Game Configuration

Being a multi-tenant server, Donations allows for many different configurations per tenant. Each tenant is a different game and is identified by it’s game ID.

Before any operation can be performed, you must create a game in Donations. The good news here is that updating games are idempotent operations. You can keep executing it any time your game changes. That’s ideal to be executed in a deploy script, for instance.

Creating/Updating a Game

The Update operation of the Game is idempotent (you can run it as many times as you want with the same result). If your game does not exist yet, it will create it, otherwise just updated it with the new configurations.

To Create/Update your game, just do a PUT request to http://my-donations-server/games/my-game-public-id, where my-game-public-id is the ID you’ll be using for all your game’s operations in the future. The payload for the request is a JSON object in the body and should be as follows:

    {
      "name":                          [string],
      "donationCooldownHours":         [int],
      "donationRequestCooldownHours":  [int]
    }

If the operation is successful, you’ll receive a JSON object with the game details.

Game Configuration Settings

As can be seen from the previous section, there are some configurations you can do per game. These will be thoroughly explained in this section.

name

The name of your game. This is used mainly for easier reasoning of what this game is when debugging.

Type: string
Sample Value: My Sample Game

donationCooldownHours

Number of hours that must ellapse before a player can donate again. This is used in conjunction with the max donation weight passed in with the donation.

Type: Integer
Sample Value: 24

donationRequestCooldownHours

Number of hours a player must wait before requesting donations again.

Type: Int
Sample Value: 8

Game Items

In order to use donations, the items that can be donated must be previously created for that specific game.

As with the game, creating/updating items can be done idempotently, thus allowing for easier maintenance of a game’s donatable items.

Creating/Updating an Item

The Update operation of the Item is idempotent (you can run it as many times as you want with the same result). If your item does not exist yet, it will create it, otherwise just updated it with the new configurations.

To Create/Update your item, just do a PUT request to http://my-donations-server/games/my-game-public-id/items/my-item-key, where my-game-public-id is the ID of the game you registered in the previous step and my-item-key is the item key you’ll be using in your game’s donation requests and donations in the future. The payload for the request is a JSON object in the body and should be as follows:

    {
      "metadata":                           [JSON],
      "weightPerDonation":                  [int],
      "limitOfItemsPerPlayerDonation":      [int],
      "limitOfItemsInEachDonationRequest":  [int]
    }

If the operation is successful, you’ll receive a JSON object with the item details.

Item Configuration Settings

As can be seen from the previous section, there are some configurations you can do per item. These will be thoroughly explained in this section.

metadata

This sections allow you to store metadata for this item.

Donations treats this as a black box and won’t use it for any operations. It will be returned whenever the item is returned, though.

Type: JSON
Sample Value: { "cost": 100, "currency": "gold" }

weightPerDonation

Donations keep track of the weight that has been donated by player in case you want to limit the max weight donated per player per time.

This configuration allows you to set different weights per donation per item (epic donations weigh more than rare and so on).

Type: int
Sample Value: 3

limitOfItemsPerPlayerDonation

The limit of items that can be donated by a single player for this item in a single donation request.

Type: int
Sample Value: 3

limitOfItemsInEachDonationRequest

The amount of this item that can be donated in a single donation request.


Activity:
All of the data must be written out verbatim, with pictures excluded.

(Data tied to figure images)
* * * * *

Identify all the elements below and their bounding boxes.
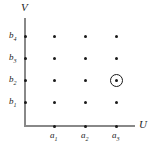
v-axis-label: V [21, 2, 28, 13]
highlighted-point-ring [110, 74, 123, 87]
u-axis-label: U [139, 119, 147, 130]
x-tick-label: a2 [81, 131, 89, 142]
lattice-point [53, 35, 56, 38]
lattice-point [53, 57, 56, 60]
lattice-point [53, 125, 56, 128]
lattice-point [53, 101, 56, 104]
lattice-point [115, 35, 118, 38]
lattice-point [84, 125, 87, 128]
y-tick-label: b3 [9, 53, 17, 64]
lattice-point [24, 57, 27, 60]
lattice-point [24, 101, 27, 104]
lattice-point [115, 101, 118, 104]
lattice-point [84, 35, 87, 38]
lattice-point [115, 125, 118, 128]
lattice-point [84, 79, 87, 82]
u-axis-line [24, 125, 135, 127]
x-tick-label: a3 [112, 131, 120, 142]
lattice-point [24, 35, 27, 38]
lattice-point [115, 57, 118, 60]
y-tick-label: b1 [9, 97, 17, 108]
y-tick-label: b4 [9, 31, 17, 42]
lattice-point [84, 57, 87, 60]
lattice-point [53, 79, 56, 82]
y-tick-label: b2 [9, 75, 17, 86]
lattice-diagram: V U b4b3b2b1 a1a2a3 [0, 0, 154, 148]
lattice-point [24, 79, 27, 82]
lattice-point [84, 101, 87, 104]
x-tick-label: a1 [50, 131, 58, 142]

* * * * *

Task result:
Identify all the elements below and their bounding boxes.
v-axis-label: V [21, 2, 28, 13]
highlighted-point-ring [110, 74, 123, 87]
u-axis-label: U [139, 119, 147, 130]
x-tick-label: a2 [81, 131, 89, 142]
lattice-point [53, 35, 56, 38]
lattice-point [53, 57, 56, 60]
lattice-point [53, 125, 56, 128]
lattice-point [53, 101, 56, 104]
lattice-point [115, 35, 118, 38]
lattice-point [84, 125, 87, 128]
y-tick-label: b3 [9, 53, 17, 64]
lattice-point [24, 57, 27, 60]
lattice-point [24, 101, 27, 104]
lattice-point [115, 101, 118, 104]
lattice-point [84, 35, 87, 38]
lattice-point [115, 125, 118, 128]
lattice-point [84, 79, 87, 82]
u-axis-line [24, 125, 135, 127]
x-tick-label: a3 [112, 131, 120, 142]
lattice-point [24, 35, 27, 38]
lattice-point [115, 57, 118, 60]
y-tick-label: b1 [9, 97, 17, 108]
y-tick-label: b4 [9, 31, 17, 42]
lattice-point [84, 57, 87, 60]
lattice-point [53, 79, 56, 82]
y-tick-label: b2 [9, 75, 17, 86]
lattice-diagram: V U b4b3b2b1 a1a2a3 [0, 0, 154, 148]
lattice-point [24, 79, 27, 82]
lattice-point [84, 101, 87, 104]
x-tick-label: a1 [50, 131, 58, 142]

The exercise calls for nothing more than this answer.